Join us this Tuesday, October 4, in the Scott Library Collaboratory to celebrate the research achievements of Lenny Bulze, a Professional Writing alum and DARE recipient.
Lenny will be sharing findings from her project, “Coding and/as Writing for Humanities Pedagogy,” at the poster celebration for the Dean’s Award for Research Excellence (DARE).
Now in its fifth year, the DARE program awards undergraduate students $5,000 and the unique opportunity to work with a faculty member on a designated research project. Lenny is one of 38 students from across the Faculty of Liberal Arts & Professional Studies who were awarded this year’s DARE grant and will be sharing research at this event.
With this award, Lenny collaborated with Dr. Brandee Easter, an Assistant Professor in the Writing Department, to research how the theories and approaches of writing studies might be useful for teaching programming to new learners, especially writing and humanities studies.
As a writer and artist, Lenny focused her research on understanding how code and creativity intersect. She explored how those connections can motivate humanities students to pursue programming and what pedagogical approaches would support this learning.
Lenny has mobilized this knowledge through publishing an autoethnographic video series, which is freely available online. This five-part video series explores how creativity and code intersect through Lenny’s own experience bringing programming to her work as a pixel artist.
“Lenny’s unique perspective—as a writer, artist, video editor, scholar, and now coder—is an immense contribution for bringing a humanities perspective, and ultimately more voices, to programming,” Dr. Easter said. “The potential reach and impact of this project was further magnified by Lenny’s idea to publish this knowledge as an accessible video series.”
Lenny hopes her findings will help other creatives consider why and how they might begin coding, and Dr. Easter is looking forward to using these videos in her class next Winter, WRIT 3012: Programming for Professional Writers.
Lenny will also carry the experience from DARE into her future career: “DARE supplied me with knowledge on ways that I can develop my art and storytelling. I now have experience with JavaScript and several text editors (e.g., atom and p5.js editor). Additionally, it helped to prepare me for a career in digital authoring, which I became interested in during my final year of my undergraduate studies. This DARE experience gave me the opportunity to create art, edit videos and write a script detailing the work I've done on this project — all skills that I will need to have in my future digital authoring career.”
DARE is an annual program for students in LA&PS and a great opportunity for Writing Department students. Previous Writing Department awardees have included Sophie Morgan, Jessica Oliveria de Silva, and Annie Park.
We hope you can join us to celebrate Lenny’s achievements!
DARE 2022 Event Details
Date: Tuesday, Oct 4, 2022
Time: 12 - 2 p.m.
Location: Scott Library – Collaboratory
The event does not require registration and is open to all.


Work to complete: Each record that follows goes into your reply unchanged; the pictures do not.

[Extracted material — start]

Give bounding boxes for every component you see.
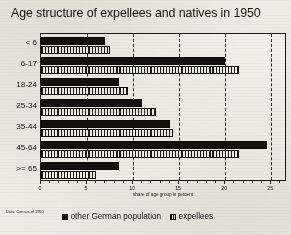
x-tick-minor-18: [206, 181, 207, 183]
x-tick-minor-1: [49, 181, 50, 183]
x-tick-label-25: 25: [267, 185, 273, 191]
x-tick-major-0: [40, 181, 41, 184]
x-tick-minor-9: [123, 181, 124, 183]
x-tick-minor-23: [252, 181, 253, 183]
bar-native: [41, 57, 225, 65]
chart-title: Age structure of expellees and natives i…: [11, 6, 283, 20]
x-tick-label-10: 10: [129, 185, 135, 191]
bar-expellee: [41, 129, 173, 137]
x-tick-major-5: [86, 181, 87, 184]
category-axis-labels: < 66-1718-2425-3435-4445-64>= 65: [0, 33, 37, 181]
bar-native: [41, 120, 170, 128]
x-tick-minor-26: [279, 181, 280, 183]
x-tick-minor-11: [141, 181, 142, 183]
plot-area: [40, 33, 286, 181]
x-tick-minor-4: [77, 181, 78, 183]
x-tick-minor-7: [104, 181, 105, 183]
x-tick-minor-14: [169, 181, 170, 183]
category-label: 25-34: [16, 101, 37, 110]
gridline-25: [271, 34, 272, 180]
x-tick-major-20: [224, 181, 225, 184]
legend-item-native: other German population: [62, 212, 161, 221]
filled-square-swatch-icon: [62, 214, 68, 220]
hatched-square-swatch-icon: [170, 214, 176, 220]
bar-native: [41, 37, 105, 45]
x-tick-label-20: 20: [221, 185, 227, 191]
category-label: 35-44: [16, 122, 37, 131]
x-tick-label-5: 5: [85, 185, 88, 191]
source-note: Data: Census of 1950: [6, 209, 44, 214]
bar-native: [41, 78, 119, 86]
x-tick-major-15: [178, 181, 179, 184]
chart-legend: other German population expellees: [62, 212, 213, 221]
bar-expellee: [41, 150, 239, 158]
bars-container: [41, 34, 285, 180]
x-tick-minor-8: [114, 181, 115, 183]
x-tick-minor-2: [58, 181, 59, 183]
x-tick-minor-19: [215, 181, 216, 183]
gridline-20: [225, 34, 226, 180]
x-tick-minor-24: [261, 181, 262, 183]
x-tick-major-10: [132, 181, 133, 184]
x-tick-minor-6: [95, 181, 96, 183]
x-tick-minor-12: [150, 181, 151, 183]
bar-native: [41, 141, 267, 149]
bar-expellee: [41, 87, 128, 95]
x-tick-minor-16: [187, 181, 188, 183]
x-tick-minor-17: [197, 181, 198, 183]
legend-item-expellees: expellees: [170, 212, 213, 221]
bar-expellee: [41, 108, 156, 116]
x-tick-minor-21: [233, 181, 234, 183]
x-tick-label-0: 0: [39, 185, 42, 191]
category-label: >= 65: [16, 164, 37, 173]
category-label: 45-64: [16, 143, 37, 152]
x-tick-minor-13: [160, 181, 161, 183]
x-axis-label: share of age group in percent: [40, 192, 286, 197]
x-tick-minor-3: [68, 181, 69, 183]
x-tick-major-25: [270, 181, 271, 184]
category-label: 6-17: [21, 59, 37, 68]
legend-label-native: other German population: [71, 212, 162, 221]
bar-expellee: [41, 46, 110, 54]
category-label: < 6: [26, 38, 37, 47]
bar-native: [41, 99, 142, 107]
category-label: 18-24: [16, 80, 37, 89]
x-tick-minor-22: [243, 181, 244, 183]
bar-expellee: [41, 66, 239, 74]
x-tick-label-15: 15: [175, 185, 181, 191]
gridline-15: [179, 34, 180, 180]
legend-label-expellees: expellees: [179, 212, 214, 221]
chart-figure: Age structure of expellees and natives i…: [0, 0, 291, 235]
bar-expellee: [41, 171, 96, 179]
bar-native: [41, 162, 119, 170]
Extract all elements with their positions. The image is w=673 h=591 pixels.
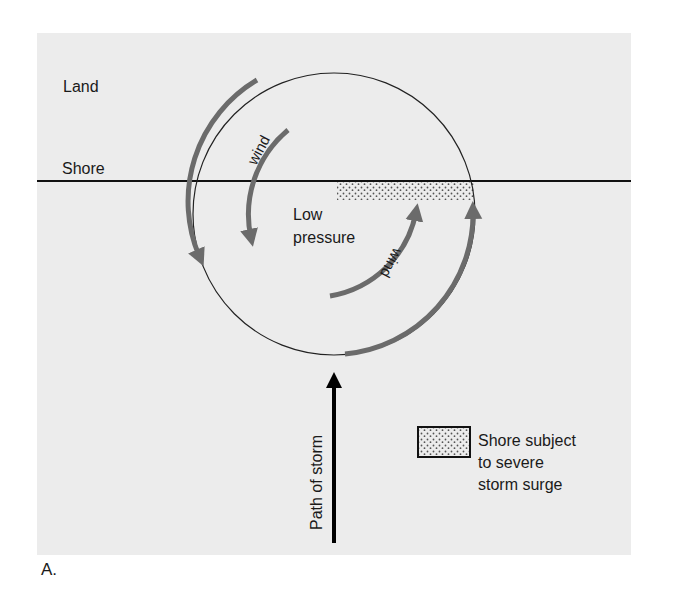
shore-label: Shore: [62, 160, 105, 177]
low-pressure-label-line1: Low: [293, 206, 323, 223]
land-label: Land: [63, 78, 99, 95]
legend-text-line3: storm surge: [478, 476, 563, 493]
legend-swatch: [418, 427, 470, 457]
figure-caption: A.: [41, 560, 57, 580]
path-of-storm-label: Path of storm: [308, 435, 325, 530]
legend-text-line2: to severe: [478, 454, 544, 471]
storm-surge-diagram: Land Shore Low pressure wind wind Path o…: [0, 0, 673, 591]
legend-text-line1: Shore subject: [478, 432, 576, 449]
storm-surge-zone: [337, 182, 474, 200]
low-pressure-label-line2: pressure: [293, 229, 355, 246]
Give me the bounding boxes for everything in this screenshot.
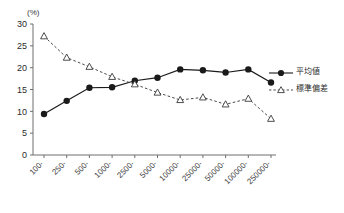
x-axis-tick-labels: 100-250-500-1000-2500-5000-10000-25000-5…	[28, 159, 273, 186]
chart-container: (%) 051015202530 100-250-500-1000-2500-5…	[0, 0, 344, 213]
svg-text:100-: 100-	[28, 159, 46, 177]
chart-plot-area: 051015202530 100-250-500-1000-2500-5000-…	[0, 0, 344, 213]
svg-text:10000-: 10000-	[158, 159, 182, 183]
svg-text:25: 25	[17, 41, 27, 51]
legend-label-mean: 平均値	[296, 65, 320, 76]
svg-text:15: 15	[17, 85, 27, 95]
svg-text:100000-: 100000-	[223, 159, 250, 186]
legend-item-stddev: 標準偏差	[268, 79, 344, 96]
svg-text:20: 20	[17, 63, 27, 73]
svg-text:25000-: 25000-	[180, 159, 204, 183]
chart-legend: 平均値 標準偏差	[268, 62, 344, 96]
legend-label-stddev: 標準偏差	[296, 82, 328, 93]
svg-text:2500-: 2500-	[115, 159, 136, 180]
svg-text:250-: 250-	[50, 159, 68, 177]
svg-text:5: 5	[22, 128, 27, 138]
svg-text:250000-: 250000-	[245, 159, 272, 186]
svg-text:1000-: 1000-	[93, 159, 114, 180]
data-series-layer	[41, 33, 275, 122]
legend-item-mean: 平均値	[268, 62, 344, 79]
legend-marker-open-triangle-icon	[268, 82, 294, 94]
svg-text:5000-: 5000-	[138, 159, 159, 180]
legend-marker-filled-circle-icon	[268, 65, 294, 77]
svg-text:10: 10	[17, 107, 27, 117]
svg-text:0: 0	[22, 150, 27, 160]
svg-text:30: 30	[17, 19, 27, 29]
y-axis-ticks: 051015202530	[17, 19, 33, 160]
svg-text:500-: 500-	[73, 159, 91, 177]
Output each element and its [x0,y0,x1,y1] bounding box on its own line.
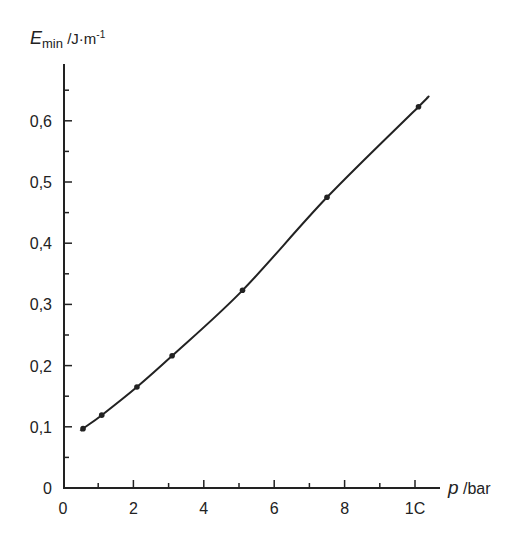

[Extracted material — finish]

Answer to this exercise:
Give bounding boxes for every component you see.
x-tick-minor-18: [206, 181, 207, 183]
x-tick-minor-1: [49, 181, 50, 183]
x-tick-label-25: 25: [267, 185, 273, 191]
x-tick-major-0: [40, 181, 41, 184]
x-tick-minor-9: [123, 181, 124, 183]
x-tick-minor-23: [252, 181, 253, 183]
bar-native: [41, 57, 225, 65]
chart-title: Age structure of expellees and natives i…: [11, 6, 283, 20]
x-tick-label-10: 10: [129, 185, 135, 191]
bar-expellee: [41, 129, 173, 137]
x-tick-major-5: [86, 181, 87, 184]
category-axis-labels: < 66-1718-2425-3435-4445-64>= 65: [0, 33, 37, 181]
bar-native: [41, 120, 170, 128]
x-tick-minor-26: [279, 181, 280, 183]
x-tick-minor-11: [141, 181, 142, 183]
plot-area: [40, 33, 286, 181]
x-tick-minor-4: [77, 181, 78, 183]
x-tick-minor-7: [104, 181, 105, 183]
x-tick-minor-14: [169, 181, 170, 183]
category-label: 25-34: [16, 101, 37, 110]
gridline-25: [271, 34, 272, 180]
x-tick-major-20: [224, 181, 225, 184]
legend-item-native: other German population: [62, 212, 161, 221]
filled-square-swatch-icon: [62, 214, 68, 220]
hatched-square-swatch-icon: [170, 214, 176, 220]
bar-native: [41, 37, 105, 45]
x-tick-label-20: 20: [221, 185, 227, 191]
category-label: 35-44: [16, 122, 37, 131]
x-tick-label-5: 5: [85, 185, 88, 191]
source-note: Data: Census of 1950: [6, 209, 44, 214]
bar-native: [41, 78, 119, 86]
x-tick-major-15: [178, 181, 179, 184]
chart-legend: other German population expellees: [62, 212, 213, 221]
bar-expellee: [41, 150, 239, 158]
bars-container: [41, 34, 285, 180]
x-tick-minor-8: [114, 181, 115, 183]
x-tick-minor-2: [58, 181, 59, 183]
x-tick-minor-19: [215, 181, 216, 183]
gridline-20: [225, 34, 226, 180]
x-tick-minor-24: [261, 181, 262, 183]
x-tick-major-10: [132, 181, 133, 184]
x-tick-minor-6: [95, 181, 96, 183]
x-tick-minor-12: [150, 181, 151, 183]
bar-native: [41, 141, 267, 149]
bar-expellee: [41, 87, 128, 95]
x-tick-minor-16: [187, 181, 188, 183]
x-tick-minor-17: [197, 181, 198, 183]
legend-item-expellees: expellees: [170, 212, 213, 221]
bar-expellee: [41, 108, 156, 116]
x-tick-minor-21: [233, 181, 234, 183]
x-tick-label-0: 0: [39, 185, 42, 191]
category-label: >= 65: [16, 164, 37, 173]
category-label: 45-64: [16, 143, 37, 152]
x-tick-minor-13: [160, 181, 161, 183]
x-axis-label: share of age group in percent: [40, 192, 286, 197]
x-tick-minor-3: [68, 181, 69, 183]
x-tick-major-25: [270, 181, 271, 184]
category-label: 6-17: [21, 59, 37, 68]
legend-label-native: other German population: [71, 212, 162, 221]
bar-expellee: [41, 46, 110, 54]
category-label: < 6: [26, 38, 37, 47]
bar-native: [41, 99, 142, 107]
category-label: 18-24: [16, 80, 37, 89]
x-tick-minor-22: [243, 181, 244, 183]
bar-expellee: [41, 66, 239, 74]
x-tick-label-15: 15: [175, 185, 181, 191]
gridline-15: [179, 34, 180, 180]
legend-label-expellees: expellees: [179, 212, 214, 221]
chart-figure: Age structure of expellees and natives i…: [0, 0, 291, 235]
bar-expellee: [41, 171, 96, 179]
bar-native: [41, 162, 119, 170]
Extract all elements with their positions. The image is w=673 h=591 pixels.
shore-label: Shore: [62, 160, 105, 177]
low-pressure-label-line1: Low: [293, 206, 323, 223]
land-label: Land: [63, 78, 99, 95]
legend-text-line3: storm surge: [478, 476, 563, 493]
legend-swatch: [418, 427, 470, 457]
figure-caption: A.: [41, 560, 57, 580]
path-of-storm-label: Path of storm: [308, 435, 325, 530]
legend-text-line2: to severe: [478, 454, 544, 471]
storm-surge-diagram: Land Shore Low pressure wind wind Path o…: [0, 0, 673, 591]
legend-text-line1: Shore subject: [478, 432, 576, 449]
storm-surge-zone: [337, 182, 474, 200]
low-pressure-label-line2: pressure: [293, 229, 355, 246]
Give me the bounding boxes for everything in this screenshot.
x-axis-tick-labels: 100-250-500-1000-2500-5000-10000-25000-5…	[28, 159, 273, 186]
chart-container: (%) 051015202530 100-250-500-1000-2500-5…	[0, 0, 344, 213]
svg-text:100-: 100-	[28, 159, 46, 177]
chart-plot-area: 051015202530 100-250-500-1000-2500-5000-…	[0, 0, 344, 213]
svg-text:10000-: 10000-	[158, 159, 182, 183]
svg-text:25: 25	[17, 41, 27, 51]
legend-label-mean: 平均値	[296, 65, 320, 76]
svg-text:15: 15	[17, 85, 27, 95]
svg-text:100000-: 100000-	[223, 159, 250, 186]
legend-item-stddev: 標準偏差	[268, 79, 344, 96]
svg-text:20: 20	[17, 63, 27, 73]
svg-text:25000-: 25000-	[180, 159, 204, 183]
chart-legend: 平均値 標準偏差	[268, 62, 344, 96]
legend-label-stddev: 標準偏差	[296, 82, 328, 93]
svg-text:2500-: 2500-	[115, 159, 136, 180]
svg-text:250-: 250-	[50, 159, 68, 177]
svg-text:5: 5	[22, 128, 27, 138]
svg-text:250000-: 250000-	[245, 159, 272, 186]
svg-text:1000-: 1000-	[93, 159, 114, 180]
data-series-layer	[41, 33, 275, 122]
legend-item-mean: 平均値	[268, 62, 344, 79]
legend-marker-open-triangle-icon	[268, 82, 294, 94]
svg-text:5000-: 5000-	[138, 159, 159, 180]
legend-marker-filled-circle-icon	[268, 65, 294, 77]
svg-text:10: 10	[17, 107, 27, 117]
svg-text:0: 0	[22, 150, 27, 160]
svg-text:30: 30	[17, 19, 27, 29]
y-axis-ticks: 051015202530	[17, 19, 33, 160]
svg-text:500-: 500-	[73, 159, 91, 177]
Output each element and its [x0,y0,x1,y1] bounding box on its own line.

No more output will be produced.